By The Exposé on August 25, 2022 •
1 in every 73 COVID-19 Vaccinated People were Dead by May 2022 in England according to UK Government
Thanks Rich, extraordinary stats. Despite summer coming up in OZ, they are ramping up the “threat” from some new vars of Omicron, and the need to mask up/get “antivirals” viz Paxlovid to keep up the value of Pfizer shares. What was wrong with Ivermectin? I’ve forgotten… Or HCQ? People need antivirals because the vaxes don’t work! But you still need your booster, even though it is not effective against even the last BA5 variant.
A: Donald Trump
A: Donald Trump
B: They were efficacious
And 3: Too cheap
As I was writing that, a passe’ chief health officer appeared to give his nightly message - "there are treatments available, speak to your doctor…take the anti-viral as soon as symptoms appear…
I think the Goverment bought 300,000 doses, at around $1100 a course of ?5 pills. And NO-ONE ever mentions the Horse Wormer, or that other stuff Trump took, nor Monsieur HCQ imself de Marseilles.
My wife has now been taking HCQ for four months for a rheumatic pain condition and it has gone away! During this time people have been getting COVID like the plague, but she hasn’t had anything. But neither have I… or have I ? I bought a RAT once just in case, but never used it.
Anyway, in our household it’s been Russia for six months…
cheers D
There’s a big caveat about this ONS data, which I leave to the end.
(Edit of spelling) Separate from this, I think the bar charts showing deaths by one jab, two jabs etc and unvaccinated are misleading. The categories are not well-defined because they are affected/altered by the deaths that they are counting; I posted about this here:
Mortality lowest amongst un'vaccinated', according to official government figures - The Expose - #3 by Evvy_dense
The big bars in each month for one/two jabs represent much smaller numbers of people than the last one (three jabs). To make an effective comparison of jabbed vs unjabbed you would need to do some kind of weighting of the jabbed. But for an at-a glance job, you could compare the first, unvaxed, in green, vs the last, three jabs, in red (bearing in mind the true jabbed totals would need to include the two middle bars which have high percentage deaths [for reasons noted above] but lower numbers in them). This is crude but you can still observe time trends - the unvaccinated were definitely having a lower rate of non-covid deaths than the jabbed in May; and, in most of the age groups, April as well. This is not a ‘waning efficacy’ issue as its non-covid deaths - may reflect the signal from elsewhere that adverse booster effects are cumulative.
The ‘1 in 73 died who have been jabbed’ may be right, however as about 1% of the population dies every year it would need a bit more work to make something of this. The data is to May 2022 so what is the effective time period? Bear in mind that for a few months after the start of the vaccine rollout in Dec 2021 most people hadn’t had the jab.
If the effective time period (eg, the average considering some got jabbed at the start and some much later in 2021) is about a year then the 73% dying in that period would be an overall increase of around 30%. Personally I would be surprised if the increase is that small.
This data is available on the ONS links given by the Expose.
There are strange goings-on in this data set. For much of the period it shows NON_COVID deaths from jabs much lower than unjabbed. This is a strange effect, probably partly ‘healthy vacinee’ which is akin to ‘healthy worker’ effect from epidemiology whereby comparing occupational risks of workers with the general population always flatters the occupational exposure because workers are a healthier population anyway. People of working age in jobs were pushed much harder to get jabbed than those not in jobs; also social or economic class also influences vaccination.
But the ‘healthy vacinee’ effect wouldn’t on its own show such a drastic vaccination benefit for non-covid deaths; this has been ironically termed the ‘immortal effect’. This leads on to the big caveat referred to at the beginning - that the ONS data is probably biased in a more serious way.
The big caveat
As Norman Fenton has explained, the size of the unvaccinated population is not a simple thing to calculate, as you have to subtract the vaccinated, and this remainder is very sensitive to the vaccinated population and how it is defined and counted. Fenton says they took the lowest possible estimate of the number of unvaccinated (the Expose smelt a rat here as well) this may have halved the true population in size thereby artificially doubling the presented ‘risk’ of being unvaxed.
However with or without this caveat and the other issues, the data shows a trend in whatever is being counted.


**Exercise details**. With pictures left out, set down every record word for word.

**Dataset entries**.
- Opening Delimiter -
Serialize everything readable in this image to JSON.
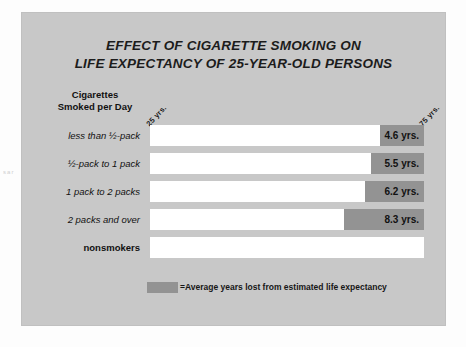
{
  "chart_data": {
    "type": "bar",
    "title": "EFFECT OF CIGARETTE SMOKING ON LIFE EXPECTANCY OF 25-YEAR-OLD PERSONS",
    "title_line1": "EFFECT OF CIGARETTE SMOKING ON",
    "title_line2": "LIFE EXPECTANCY OF 25-YEAR-OLD PERSONS",
    "xlabel": "",
    "ylabel": "Cigarettes Smoked per Day",
    "category_header_line1": "Cigarettes",
    "category_header_line2": "Smoked per Day",
    "axis_start_label": "25 yrs.",
    "axis_end_label": "75 yrs.",
    "xlim": [
      25,
      75
    ],
    "grid": false,
    "orientation": "horizontal",
    "units": "yrs.",
    "legend_position": "bottom",
    "legend_label": "=Average years lost from estimated life expectancy",
    "categories": [
      "less than ½-pack",
      "½-pack to 1 pack",
      "1 pack to 2 packs",
      "2 packs and over",
      "nonsmokers"
    ],
    "series": [
      {
        "name": "Average years lost from estimated life expectancy",
        "values": [
          4.6,
          5.5,
          6.2,
          8.3,
          0
        ]
      }
    ],
    "value_labels": [
      "4.6 yrs.",
      "5.5 yrs.",
      "6.2 yrs.",
      "8.3 yrs.",
      ""
    ],
    "colors": {
      "panel_background": "#c8c8c8",
      "bar_full": "#ffffff",
      "bar_lost_segment": "#939393",
      "text": "#111111"
    },
    "rows": [
      {
        "label": "less than ½-pack",
        "value": 4.6,
        "value_label": "4.6 yrs.",
        "bold": false,
        "lost_pct": 9.2
      },
      {
        "label": "½-pack to 1 pack",
        "value": 5.5,
        "value_label": "5.5 yrs.",
        "bold": false,
        "lost_pct": 11.0
      },
      {
        "label": "1 pack to 2 packs",
        "value": 6.2,
        "value_label": "6.2 yrs.",
        "bold": false,
        "lost_pct": 12.4
      },
      {
        "label": "2 packs and over",
        "value": 8.3,
        "value_label": "8.3 yrs.",
        "bold": false,
        "lost_pct": 16.6
      },
      {
        "label": "nonsmokers",
        "value": 0,
        "value_label": "",
        "bold": true,
        "lost_pct": 0
      }
    ]
  },
  "page": {
    "bleed_text": "s\na\nr"
  }
}
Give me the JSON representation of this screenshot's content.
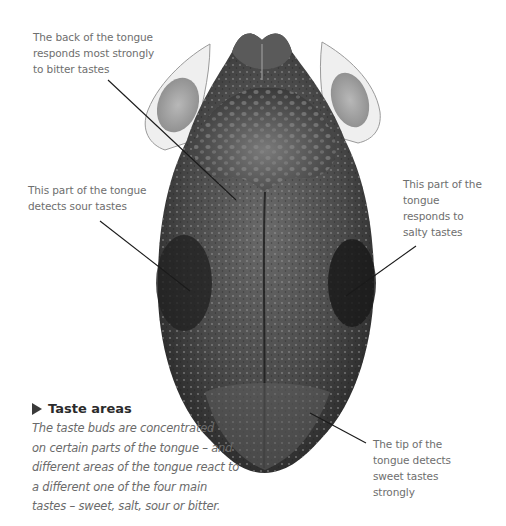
{
  "figure": {
    "labels": {
      "bitter": "The back of the tongue\nresponds most strongly\nto bitter tastes",
      "sour": "This part of the tongue\ndetects sour tastes",
      "salty": "This part of the\ntongue\nresponds to\nsalty tastes",
      "sweet": "The tip of the\ntongue detects\nsweet tastes\nstrongly"
    },
    "caption": {
      "heading": "Taste areas",
      "heading_icon": "triangle-right-icon",
      "body": "The taste buds are concentrated\non certain parts of the tongue – and\ndifferent areas of the tongue react to\na different one of the four main\ntastes – sweet, salt, sour or bitter."
    },
    "colors": {
      "label_text": "#6e6e6e",
      "caption_heading": "#2b2b2b",
      "caption_body": "#6a6a6a",
      "leader_line": "#1a1a1a",
      "tongue_dark": "#2a2a2a",
      "tongue_mid": "#555555",
      "background": "#ffffff"
    }
  }
}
- Closing Delimiter -
**Written answer**.
Serialize everything readable in this image to JSON.
{
  "chart_data": {
    "type": "bar",
    "title": "EFFECT OF CIGARETTE SMOKING ON LIFE EXPECTANCY OF 25-YEAR-OLD PERSONS",
    "title_line1": "EFFECT OF CIGARETTE SMOKING ON",
    "title_line2": "LIFE EXPECTANCY OF 25-YEAR-OLD PERSONS",
    "xlabel": "",
    "ylabel": "Cigarettes Smoked per Day",
    "category_header_line1": "Cigarettes",
    "category_header_line2": "Smoked per Day",
    "axis_start_label": "25 yrs.",
    "axis_end_label": "75 yrs.",
    "xlim": [
      25,
      75
    ],
    "grid": false,
    "orientation": "horizontal",
    "units": "yrs.",
    "legend_position": "bottom",
    "legend_label": "=Average years lost from estimated life expectancy",
    "categories": [
      "less than ½-pack",
      "½-pack to 1 pack",
      "1 pack to 2 packs",
      "2 packs and over",
      "nonsmokers"
    ],
    "series": [
      {
        "name": "Average years lost from estimated life expectancy",
        "values": [
          4.6,
          5.5,
          6.2,
          8.3,
          0
        ]
      }
    ],
    "value_labels": [
      "4.6 yrs.",
      "5.5 yrs.",
      "6.2 yrs.",
      "8.3 yrs.",
      ""
    ],
    "colors": {
      "panel_background": "#c8c8c8",
      "bar_full": "#ffffff",
      "bar_lost_segment": "#939393",
      "text": "#111111"
    },
    "rows": [
      {
        "label": "less than ½-pack",
        "value": 4.6,
        "value_label": "4.6 yrs.",
        "bold": false,
        "lost_pct": 9.2
      },
      {
        "label": "½-pack to 1 pack",
        "value": 5.5,
        "value_label": "5.5 yrs.",
        "bold": false,
        "lost_pct": 11.0
      },
      {
        "label": "1 pack to 2 packs",
        "value": 6.2,
        "value_label": "6.2 yrs.",
        "bold": false,
        "lost_pct": 12.4
      },
      {
        "label": "2 packs and over",
        "value": 8.3,
        "value_label": "8.3 yrs.",
        "bold": false,
        "lost_pct": 16.6
      },
      {
        "label": "nonsmokers",
        "value": 0,
        "value_label": "",
        "bold": true,
        "lost_pct": 0
      }
    ]
  },
  "page": {
    "bleed_text": "s\na\nr"
  }
}
Give me the JSON representation of this screenshot's content.
{
  "figure": {
    "labels": {
      "bitter": "The back of the tongue\nresponds most strongly\nto bitter tastes",
      "sour": "This part of the tongue\ndetects sour tastes",
      "salty": "This part of the\ntongue\nresponds to\nsalty tastes",
      "sweet": "The tip of the\ntongue detects\nsweet tastes\nstrongly"
    },
    "caption": {
      "heading": "Taste areas",
      "heading_icon": "triangle-right-icon",
      "body": "The taste buds are concentrated\non certain parts of the tongue – and\ndifferent areas of the tongue react to\na different one of the four main\ntastes – sweet, salt, sour or bitter."
    },
    "colors": {
      "label_text": "#6e6e6e",
      "caption_heading": "#2b2b2b",
      "caption_body": "#6a6a6a",
      "leader_line": "#1a1a1a",
      "tongue_dark": "#2a2a2a",
      "tongue_mid": "#555555",
      "background": "#ffffff"
    }
  }
}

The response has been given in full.